Dayton Moore’s Moneyball
by Jon Shields ~ August 31st, 2009 at 3:08 pm
Dayton Moore became the Kansas City Royals GM early in the 2006 season. That year the team went 62-100. In 2007 and 2008 they managed records of 69-93 and 75-87, and currently sit at 50-80 this year. The team has performed better than the Allard Baird teams that perennially lost 100 games, but everyone is baffled by the five year extension handed to Moore today. It’s especially confusing considering that Moore had an option year left on his deal, meaning the team could have waited another season to see if Moore was the guy to turn the franchise around.
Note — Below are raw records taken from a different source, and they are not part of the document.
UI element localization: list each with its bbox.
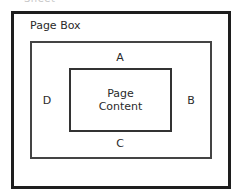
page-box-label: Page Box (30, 19, 81, 32)
margin-label-left: D (40, 94, 54, 107)
sheet-label: Sheet (24, 0, 55, 4)
margin-label-bottom: C (113, 137, 127, 150)
page-content-label-line2: Content (99, 100, 143, 113)
page-content-box: Page Content (69, 68, 172, 132)
margin-label-right: B (184, 94, 198, 107)
page-content-label: Page Content (99, 87, 143, 113)
margin-label-top: A (113, 51, 127, 64)
page-content-label-line1: Page (99, 87, 143, 100)
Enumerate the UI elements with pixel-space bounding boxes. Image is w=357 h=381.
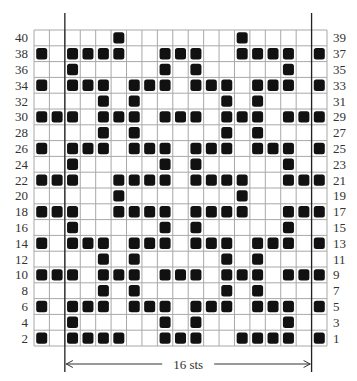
filled-stitch xyxy=(113,332,124,343)
filled-stitch xyxy=(283,174,294,185)
row-label-left: 32 xyxy=(15,94,28,109)
row-label-right: 19 xyxy=(333,188,346,203)
filled-stitch xyxy=(237,190,248,201)
row-label-left: 4 xyxy=(22,315,29,330)
filled-stitch xyxy=(67,159,78,170)
filled-stitch xyxy=(190,332,201,343)
row-label-left: 22 xyxy=(15,173,28,188)
filled-stitch xyxy=(67,332,78,343)
filled-stitch xyxy=(160,222,171,233)
filled-stitch xyxy=(98,80,109,91)
filled-stitch xyxy=(252,285,263,296)
row-label-right: 11 xyxy=(333,252,346,267)
row-label-right: 23 xyxy=(333,157,346,172)
chart-gridlines xyxy=(34,30,327,346)
row-label-left: 16 xyxy=(15,220,29,235)
filled-stitch xyxy=(52,206,63,217)
filled-stitch xyxy=(190,111,201,122)
filled-stitch xyxy=(268,143,279,154)
filled-stitch xyxy=(221,238,232,249)
filled-stitch xyxy=(82,301,93,312)
row-label-left: 10 xyxy=(15,267,28,282)
filled-stitch xyxy=(36,301,47,312)
filled-stitch xyxy=(160,301,171,312)
filled-stitch xyxy=(237,206,248,217)
filled-stitch xyxy=(144,206,155,217)
filled-stitch xyxy=(98,253,109,264)
filled-stitch xyxy=(113,190,124,201)
filled-stitch xyxy=(298,174,309,185)
row-label-right: 33 xyxy=(333,78,346,93)
filled-stitch xyxy=(129,253,140,264)
filled-stitch xyxy=(82,80,93,91)
filled-stitch xyxy=(298,269,309,280)
filled-stitch xyxy=(82,332,93,343)
filled-stitch xyxy=(252,143,263,154)
filled-stitch xyxy=(314,238,325,249)
filled-stitch xyxy=(283,301,294,312)
filled-stitch xyxy=(113,174,124,185)
filled-stitch xyxy=(98,48,109,59)
filled-stitch xyxy=(283,80,294,91)
filled-stitch xyxy=(98,238,109,249)
filled-stitch xyxy=(67,238,78,249)
filled-stitch xyxy=(129,95,140,106)
left-row-labels: 403836343230282624222018161412108642 xyxy=(15,30,29,345)
filled-stitch xyxy=(283,64,294,75)
filled-stitch xyxy=(237,111,248,122)
filled-stitch xyxy=(221,285,232,296)
filled-stitch xyxy=(237,332,248,343)
filled-stitch xyxy=(52,111,63,122)
filled-stitch xyxy=(36,174,47,185)
filled-stitch xyxy=(206,143,217,154)
row-label-right: 7 xyxy=(333,283,340,298)
filled-stitch xyxy=(283,111,294,122)
filled-stitch xyxy=(67,317,78,328)
filled-stitch xyxy=(82,143,93,154)
filled-stitch xyxy=(67,174,78,185)
repeat-width-label: 16 sts xyxy=(173,357,203,372)
filled-stitch xyxy=(129,285,140,296)
filled-stitch xyxy=(268,332,279,343)
filled-stitch xyxy=(190,238,201,249)
row-label-left: 40 xyxy=(15,30,28,45)
filled-stitch xyxy=(221,143,232,154)
row-label-right: 39 xyxy=(333,30,346,45)
filled-stitch xyxy=(175,269,186,280)
row-label-right: 37 xyxy=(333,46,347,61)
filled-stitch xyxy=(237,174,248,185)
filled-stitch xyxy=(252,111,263,122)
row-label-left: 38 xyxy=(15,46,28,61)
filled-stitch xyxy=(283,222,294,233)
filled-stitch xyxy=(144,301,155,312)
filled-stitch xyxy=(98,111,109,122)
filled-stitch xyxy=(252,253,263,264)
filled-stitch xyxy=(67,206,78,217)
filled-stitch xyxy=(190,64,201,75)
filled-stitch xyxy=(252,238,263,249)
filled-stitch xyxy=(221,80,232,91)
filled-stitch xyxy=(221,206,232,217)
filled-stitch xyxy=(252,269,263,280)
filled-stitch xyxy=(237,48,248,59)
filled-stitch xyxy=(283,317,294,328)
row-label-right: 31 xyxy=(333,94,346,109)
row-label-right: 5 xyxy=(333,299,340,314)
row-label-left: 8 xyxy=(22,283,29,298)
row-label-right: 3 xyxy=(333,315,340,330)
row-label-right: 15 xyxy=(333,220,346,235)
filled-stitch xyxy=(160,64,171,75)
filled-stitch xyxy=(206,238,217,249)
row-label-right: 27 xyxy=(333,125,347,140)
row-label-right: 13 xyxy=(333,236,346,251)
filled-stitch xyxy=(129,206,140,217)
filled-stitch xyxy=(113,48,124,59)
row-label-left: 36 xyxy=(15,62,29,77)
filled-stitch xyxy=(283,269,294,280)
filled-stitch xyxy=(82,238,93,249)
filled-stitch xyxy=(175,48,186,59)
filled-stitch xyxy=(36,238,47,249)
filled-stitch xyxy=(268,80,279,91)
row-label-left: 34 xyxy=(15,78,29,93)
row-label-right: 29 xyxy=(333,109,346,124)
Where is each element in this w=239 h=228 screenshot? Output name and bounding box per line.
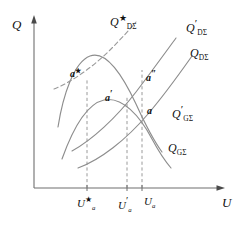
tick-label-u-a-prime-base: U bbox=[118, 199, 126, 211]
curve-label-qd-prime: Q′DΣ bbox=[186, 18, 207, 37]
x-axis-label: U bbox=[222, 196, 231, 209]
curve-label-qd-prime-base: Q bbox=[186, 21, 195, 35]
tick-label-u-a-prime-sup: ′ bbox=[126, 195, 128, 206]
curve-label-qd-star: Q★DΣ bbox=[110, 14, 137, 31]
point-label-a-base: a bbox=[147, 105, 152, 116]
tick-label-u-a-sub: a bbox=[152, 202, 155, 209]
point-label-a-star: a★ bbox=[70, 68, 81, 79]
curve-label-qd-star-sub: DΣ bbox=[127, 22, 137, 31]
curve-label-qd: QDΣ bbox=[190, 47, 209, 62]
point-label-a-double-prime: a″ bbox=[146, 70, 156, 83]
tick-label-u-a-base: U bbox=[144, 195, 152, 207]
curve-label-qd-prime-sub: DΣ bbox=[197, 28, 207, 37]
axes-group bbox=[31, 15, 225, 191]
tick-label-u-a-star: U★a bbox=[77, 196, 95, 212]
point-label-a: a bbox=[147, 106, 152, 116]
curve-label-qd-sub: DΣ bbox=[199, 53, 209, 62]
curve-label-qg-prime-sub: GΣ bbox=[183, 114, 193, 123]
tick-label-u-a: Ua bbox=[144, 196, 155, 210]
curve-label-qg-prime-base: Q bbox=[172, 107, 181, 121]
point-label-a-double-prime-sup: ″ bbox=[151, 69, 156, 79]
equilibrium-diagram: Q U Q★DΣ Q′DΣ QDΣ Q′GΣ QGΣ a★ a′ a″ a U★… bbox=[0, 0, 239, 228]
curve-label-qd-star-sup: ★ bbox=[119, 13, 127, 23]
curve-label-qg-prime: Q′GΣ bbox=[172, 104, 193, 123]
point-label-a-star-sup: ★ bbox=[75, 67, 81, 75]
y-axis-label: Q bbox=[12, 18, 21, 31]
x-axis-arrow bbox=[217, 185, 226, 191]
curve-label-qg-base: Q bbox=[168, 141, 177, 155]
curve-label-qg: QGΣ bbox=[168, 142, 187, 157]
y-axis-arrow bbox=[31, 15, 37, 24]
point-label-a-prime: a′ bbox=[105, 90, 113, 103]
curve-label-qd-base: Q bbox=[190, 46, 199, 60]
curve-label-qg-sub: GΣ bbox=[177, 148, 187, 157]
tick-label-u-a-star-base: U bbox=[77, 197, 85, 209]
point-label-a-prime-sup: ′ bbox=[110, 89, 113, 99]
curve-qg bbox=[62, 99, 171, 168]
curve-label-qd-star-base: Q bbox=[110, 15, 119, 29]
tick-label-u-a-prime: U′a bbox=[118, 196, 132, 214]
tick-label-u-a-prime-sub: a bbox=[128, 206, 131, 213]
curve-qd-prime bbox=[72, 38, 176, 151]
tick-label-u-a-star-sup: ★ bbox=[85, 195, 92, 204]
tick-label-u-a-star-sub: a bbox=[92, 204, 95, 211]
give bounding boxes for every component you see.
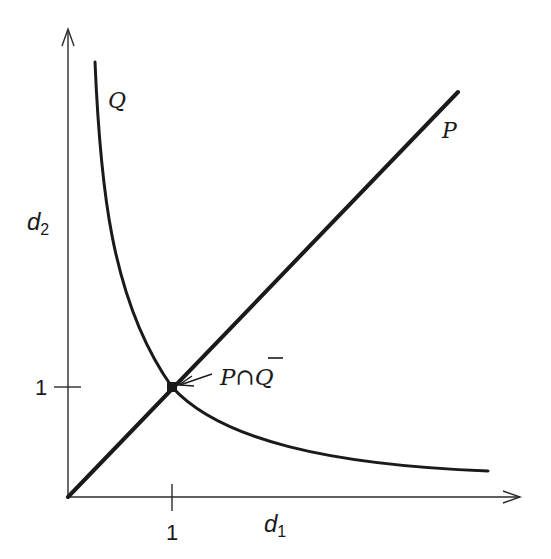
line-label: P xyxy=(441,118,458,143)
x-axis-label: d1 xyxy=(264,510,286,540)
intersection-label: P∩Q xyxy=(219,358,283,390)
diagram-canvas: 1 1 d1 d2 Q P P∩Q xyxy=(0,0,551,559)
y-tick-label: 1 xyxy=(35,375,47,400)
intersection-label-q: Q xyxy=(255,364,274,390)
intersection-point xyxy=(167,382,177,392)
y-axis xyxy=(62,29,74,497)
y-axis-label: d2 xyxy=(27,208,49,238)
svg-text:P∩Q: P∩Q xyxy=(219,364,274,390)
x-axis-label-sub: 1 xyxy=(277,523,286,540)
intersection-label-cap: ∩ xyxy=(235,364,254,390)
intersection-label-p: P xyxy=(219,364,236,390)
y-axis-label-main: d xyxy=(27,208,41,235)
y-axis-label-sub: 2 xyxy=(40,221,49,238)
hyperbola-label: Q xyxy=(108,88,126,113)
x-tick-label: 1 xyxy=(166,520,178,545)
x-axis xyxy=(68,491,520,503)
x-axis-label-main: d xyxy=(264,510,278,537)
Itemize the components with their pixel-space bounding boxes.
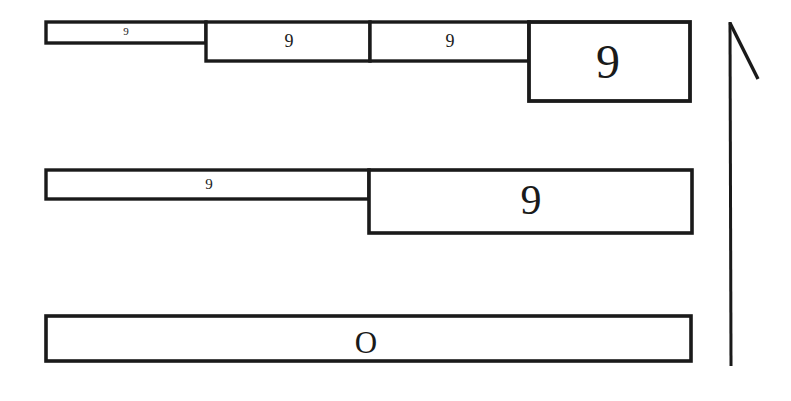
diagram-canvas: 9 9 9 9 9 9 O [0,0,791,401]
marker-diagonal-line [730,23,758,79]
marker-vertical-line [730,22,731,366]
segment-glyph-r3s1: O [355,327,377,358]
segment-glyph-r2s2: 9 [521,179,542,221]
diagram-svg [0,0,791,401]
segment-glyph-r1s4: 9 [596,38,620,86]
bracket-marker [730,22,758,366]
segment-glyph-r2s1: 9 [205,177,213,192]
segment-glyph-r1s1: 9 [123,26,129,37]
bar-row-1 [46,22,690,101]
segment-glyph-r1s2: 9 [285,32,294,50]
bar-row-2 [46,170,692,233]
segment-glyph-r1s3: 9 [446,32,455,50]
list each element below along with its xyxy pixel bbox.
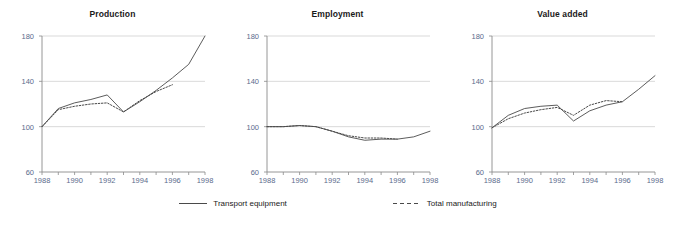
legend-label: Total manufacturing xyxy=(427,199,497,208)
plot-area xyxy=(42,36,205,172)
y-tick-label: 140 xyxy=(246,77,259,86)
panel-title: Employment xyxy=(225,9,450,19)
panel-title: Value added xyxy=(450,9,675,19)
x-tick-label: 1992 xyxy=(99,176,116,185)
plot-area xyxy=(267,36,430,172)
chart-panels: Production 60100140180 19881990199219941… xyxy=(0,0,675,196)
y-axis-tick-labels: 60100140180 xyxy=(0,36,38,172)
legend-item-total-manufacturing: Total manufacturing xyxy=(392,199,497,208)
chart-panel-production: Production 60100140180 19881990199219941… xyxy=(0,0,225,196)
plot-svg xyxy=(492,36,655,172)
y-tick-label: 100 xyxy=(246,122,259,131)
plot-area xyxy=(492,36,655,172)
x-tick-label: 1998 xyxy=(422,176,439,185)
chart-figure: Production 60100140180 19881990199219941… xyxy=(0,0,675,234)
x-tick-label: 1988 xyxy=(484,176,501,185)
y-tick-label: 100 xyxy=(21,122,34,131)
x-axis-tick-labels: 198819901992199419961998 xyxy=(492,176,655,190)
x-tick-label: 1996 xyxy=(164,176,181,185)
x-tick-label: 1990 xyxy=(516,176,533,185)
x-tick-label: 1990 xyxy=(66,176,83,185)
plot-svg xyxy=(42,36,205,172)
y-tick-label: 180 xyxy=(246,32,259,41)
series-line-1 xyxy=(42,85,172,127)
x-tick-label: 1988 xyxy=(34,176,51,185)
x-tick-label: 1998 xyxy=(647,176,664,185)
x-tick-label: 1994 xyxy=(131,176,148,185)
chart-panel-employment: Employment 60100140180 19881990199219941… xyxy=(225,0,450,196)
series-line-0 xyxy=(492,76,655,128)
x-tick-label: 1992 xyxy=(549,176,566,185)
series-line-0 xyxy=(267,126,430,141)
panel-title: Production xyxy=(0,9,225,19)
legend-label: Transport equipment xyxy=(213,199,287,208)
y-tick-label: 180 xyxy=(471,32,484,41)
x-axis-tick-labels: 198819901992199419961998 xyxy=(42,176,205,190)
x-tick-label: 1992 xyxy=(324,176,341,185)
series-line-1 xyxy=(267,126,397,140)
x-tick-label: 1988 xyxy=(259,176,276,185)
chart-legend: Transport equipment Total manufacturing xyxy=(0,199,675,229)
legend-solid-line-icon xyxy=(178,199,208,208)
x-tick-label: 1994 xyxy=(356,176,373,185)
y-tick-label: 140 xyxy=(471,77,484,86)
x-tick-label: 1996 xyxy=(389,176,406,185)
y-axis-tick-labels: 60100140180 xyxy=(225,36,263,172)
legend-item-transport-equipment: Transport equipment xyxy=(178,199,287,208)
plot-svg xyxy=(267,36,430,172)
chart-panel-value-added: Value added 60100140180 1988199019921994… xyxy=(450,0,675,196)
y-tick-label: 100 xyxy=(471,122,484,131)
x-axis-tick-labels: 198819901992199419961998 xyxy=(267,176,430,190)
y-tick-label: 180 xyxy=(21,32,34,41)
x-tick-label: 1998 xyxy=(197,176,214,185)
x-tick-label: 1990 xyxy=(291,176,308,185)
y-axis-tick-labels: 60100140180 xyxy=(450,36,488,172)
x-tick-label: 1994 xyxy=(581,176,598,185)
y-tick-label: 140 xyxy=(21,77,34,86)
x-tick-label: 1996 xyxy=(614,176,631,185)
legend-dashed-line-icon xyxy=(392,199,422,208)
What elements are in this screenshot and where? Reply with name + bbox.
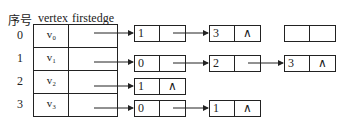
arrows	[0, 0, 348, 127]
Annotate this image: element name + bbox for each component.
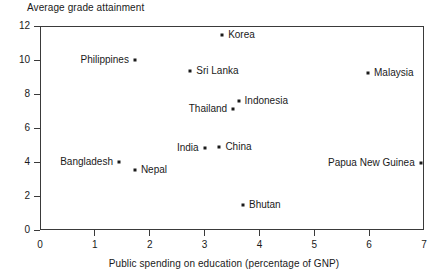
x-tick-label-0: 0 <box>30 240 50 250</box>
y-tick-label-4: 4 <box>4 157 30 167</box>
x-tick-label-3: 3 <box>195 240 215 250</box>
data-point <box>218 145 221 148</box>
y-tick-mark-10 <box>34 60 40 61</box>
data-point-label: Korea <box>228 30 255 40</box>
data-point-label: Papua New Guinea <box>328 158 415 168</box>
x-tick-label-4: 4 <box>249 240 269 250</box>
y-tick-mark-2 <box>34 196 40 197</box>
data-point <box>367 71 370 74</box>
data-point <box>237 99 240 102</box>
y-tick-label-2: 2 <box>4 191 30 201</box>
y-axis-title: Average grade attainment <box>27 2 144 13</box>
y-tick-mark-8 <box>34 94 40 95</box>
y-tick-mark-12 <box>34 26 40 27</box>
data-point-label: Bhutan <box>249 200 281 210</box>
data-point <box>241 203 244 206</box>
scatter-plot-figure: Average grade attainment 024681012 01234… <box>0 0 448 280</box>
x-tick-label-1: 1 <box>85 240 105 250</box>
data-point-label: Nepal <box>141 165 167 175</box>
y-tick-label-0: 0 <box>4 225 30 235</box>
x-tick-mark-3 <box>204 230 205 236</box>
x-tick-mark-4 <box>259 230 260 236</box>
y-tick-mark-6 <box>34 128 40 129</box>
data-point <box>203 147 206 150</box>
y-tick-label-6: 6 <box>4 123 30 133</box>
y-tick-mark-0 <box>34 230 40 231</box>
data-point <box>232 108 235 111</box>
data-point-label: Indonesia <box>245 96 288 106</box>
x-tick-mark-1 <box>94 230 95 236</box>
data-point-label: India <box>177 143 199 153</box>
data-point-label: Philippines <box>81 55 129 65</box>
x-tick-label-5: 5 <box>304 240 324 250</box>
y-tick-label-8: 8 <box>4 89 30 99</box>
x-axis-title: Public spending on education (percentage… <box>0 258 448 269</box>
x-tick-mark-2 <box>149 230 150 236</box>
data-point-label: Thailand <box>189 104 227 114</box>
y-tick-label-12: 12 <box>4 21 30 31</box>
y-tick-label-10: 10 <box>4 55 30 65</box>
data-point-label: Malaysia <box>374 68 413 78</box>
x-tick-mark-6 <box>369 230 370 236</box>
data-point <box>419 161 422 164</box>
data-point-label: China <box>225 142 251 152</box>
x-tick-label-6: 6 <box>359 240 379 250</box>
data-point <box>117 161 120 164</box>
x-tick-label-2: 2 <box>140 240 160 250</box>
data-point <box>133 59 136 62</box>
data-point <box>221 33 224 36</box>
data-point-label: Bangladesh <box>60 157 113 167</box>
x-tick-label-7: 7 <box>414 240 434 250</box>
x-tick-mark-5 <box>314 230 315 236</box>
y-tick-mark-4 <box>34 162 40 163</box>
data-point-label: Sri Lanka <box>196 66 238 76</box>
data-point <box>189 70 192 73</box>
data-point <box>133 169 136 172</box>
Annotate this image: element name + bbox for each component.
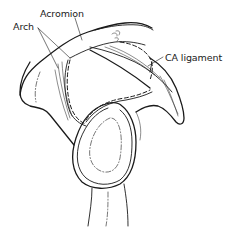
acromion-label: Acromion [40,9,84,19]
arch-label: Arch [13,22,34,32]
scapula-inner-contour [35,72,40,102]
arch-dashed-outline [67,60,86,124]
acromion-tip-detail [112,31,120,41]
ca-ligament-label: CA ligament [165,53,222,63]
scapula-right-contour [136,112,141,140]
acromion-lower-edge [70,42,145,58]
glenoid-top-solid [86,92,152,122]
scapula-neck-inner [106,192,108,226]
glenoid-inner [90,118,122,172]
glenoid-outer [73,103,136,189]
scapula-neck-left [88,188,92,226]
scapula-illustration [0,0,231,227]
coracoid-outline [136,58,184,124]
scapula-neck-right [124,184,128,226]
ca-ligament-band-lower [90,47,172,92]
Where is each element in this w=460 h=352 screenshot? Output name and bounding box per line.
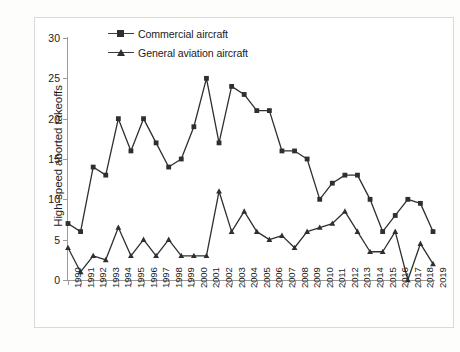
chart-figure: High-speed aborted takeoffs 051015202530…: [0, 0, 460, 352]
y-tick-mark: [63, 78, 67, 79]
data-point-triangle: [418, 241, 424, 246]
data-point-triangle: [65, 245, 71, 250]
y-tick-mark: [63, 240, 67, 241]
data-point-square: [305, 157, 310, 162]
series-line: [68, 191, 433, 280]
data-point-square: [418, 201, 423, 206]
data-point-triangle: [342, 208, 348, 213]
data-point-square: [66, 221, 71, 226]
data-point-square: [129, 149, 134, 154]
data-point-square: [78, 229, 83, 234]
data-point-square: [103, 173, 108, 178]
data-point-square: [242, 92, 247, 97]
data-point-square: [393, 213, 398, 218]
data-point-square: [154, 140, 159, 145]
data-point-square: [141, 116, 146, 121]
data-point-triangle: [141, 237, 147, 242]
data-point-square: [116, 116, 121, 121]
data-point-square: [179, 157, 184, 162]
data-point-square: [431, 229, 436, 234]
data-point-square: [91, 165, 96, 170]
data-point-square: [380, 229, 385, 234]
y-tick-mark: [63, 280, 67, 281]
data-point-square: [204, 76, 209, 81]
data-point-square: [166, 165, 171, 170]
data-point-triangle: [279, 233, 285, 238]
series-commercial: [66, 76, 436, 234]
data-point-square: [229, 84, 234, 89]
data-point-square: [292, 149, 297, 154]
data-point-triangle: [405, 277, 411, 282]
data-point-square: [254, 108, 259, 113]
data-point-square: [317, 197, 322, 202]
data-point-triangle: [392, 229, 398, 234]
y-tick-mark: [63, 159, 67, 160]
data-point-square: [267, 108, 272, 113]
data-point-square: [405, 197, 410, 202]
data-point-triangle: [90, 253, 96, 258]
data-point-square: [191, 124, 196, 129]
chart-series-layer: [0, 0, 460, 352]
data-point-triangle: [241, 208, 247, 213]
data-point-square: [355, 173, 360, 178]
data-point-square: [280, 149, 285, 154]
y-tick-mark: [63, 119, 67, 120]
data-point-square: [342, 173, 347, 178]
data-point-square: [217, 140, 222, 145]
data-point-square: [368, 197, 373, 202]
y-tick-mark: [63, 38, 67, 39]
data-point-triangle: [216, 188, 222, 193]
series-general-aviation: [65, 188, 436, 282]
data-point-triangle: [115, 224, 121, 229]
data-point-triangle: [166, 237, 172, 242]
y-tick-mark: [63, 199, 67, 200]
data-point-square: [330, 181, 335, 186]
series-line: [68, 78, 433, 231]
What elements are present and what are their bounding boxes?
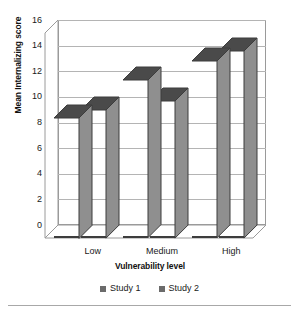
y-tick-label: 10 — [22, 92, 42, 101]
legend-item-study-1[interactable]: Study 1 — [100, 284, 141, 293]
bar-3d-faces — [123, 67, 161, 238]
y-tick-label: 8 — [22, 118, 42, 127]
x-axis-tick-labels: LowMediumHigh — [45, 246, 280, 260]
y-tick-label: 0 — [22, 221, 42, 230]
y-tick-label: 4 — [22, 169, 42, 178]
x-tick-label-high: High — [191, 246, 271, 256]
x-tick-label-medium: Medium — [122, 246, 202, 256]
bar-low-study-1 — [54, 118, 79, 238]
bars-layer — [45, 20, 280, 242]
bar-3d-faces — [54, 105, 92, 238]
y-tick-label: 2 — [22, 195, 42, 204]
y-tick-label: 12 — [22, 67, 42, 76]
bar-3d-faces — [192, 48, 230, 238]
legend-label: Study 2 — [169, 284, 200, 293]
legend-swatch-icon — [159, 286, 165, 292]
bar-high-study-1 — [192, 61, 217, 238]
y-tick-label: 6 — [22, 144, 42, 153]
x-tick-label-low: Low — [53, 246, 133, 256]
y-tick-label: 14 — [22, 41, 42, 50]
bar-chart: Mean Internalizing score 0246810121416 L… — [0, 0, 299, 312]
x-axis-title: Vulnerability level — [45, 261, 255, 271]
plot-area — [45, 20, 280, 242]
legend-swatch-icon — [100, 286, 106, 292]
y-tick-label: 16 — [22, 16, 42, 25]
y-axis-tick-labels: 0246810121416 — [20, 0, 42, 312]
chart-legend: Study 1Study 2 — [0, 284, 299, 293]
legend-item-study-2[interactable]: Study 2 — [159, 284, 200, 293]
legend-label: Study 1 — [110, 284, 141, 293]
bar-medium-study-1 — [123, 80, 148, 238]
bottom-divider — [8, 305, 291, 306]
Moore’s strategy has been interesting to me for a while. With Moneyball bringing so much attention to the value of OBP, Moore has been mocked for acquiring notorious hackers such as former Mariners Yuniesky Betancourt, Jose Guillen, Miguel Olivo and publicly coveting Mr. “If OBP is so important, why don’t they put it on the scoreboard?” himself, Jeff Francouer. But Moneyball was all about finding market inefficiencies in order to get the most out of a small payroll, and OBP is no longer a market inefficiency. The Tampa Bay Rays were credited last year for making defense the “new OBP.”
So while I am not saying Dayton Moore is a good GM by any stretch, I think I can see what he’s trying to do and his head is in the right place. Hackers have very little value now, so Moore thinks that low OBP players are his market inefficiency. Again, I’m not saying this is the best way to go, but before OBP came into the forefront was there anything “wrong” with guys like Betancourt, Guillen, Olivo, Mike Jacobs or anyone else? To most, not really.
Of course, his acquiring of hackers isn’t the only thing he’s done that has brought on criticism. First of all, he’s not getting these “undervalued” free swingers as cheap as he should. Guillen’s contract is ridiculous, and he should have been able to get Betancourt without surrendering one of the organization’s top pitching prospects. The problem there is that Moore doesn’t realize he’s overpaying. He seems to suffer from Bill Bavasi syndrome when it comes to free agents, as he’s been handing out massive deals to relievers, role players, etc. But beyond all that, he’s fielding poor defensive teams and blocking guys like Kila Ka’ahue.
Through all of it, I’m interested in seeing how long Moore will think he can build a winner with “undervalued” low OBP players. What are the odds he makes it to the end of his extension?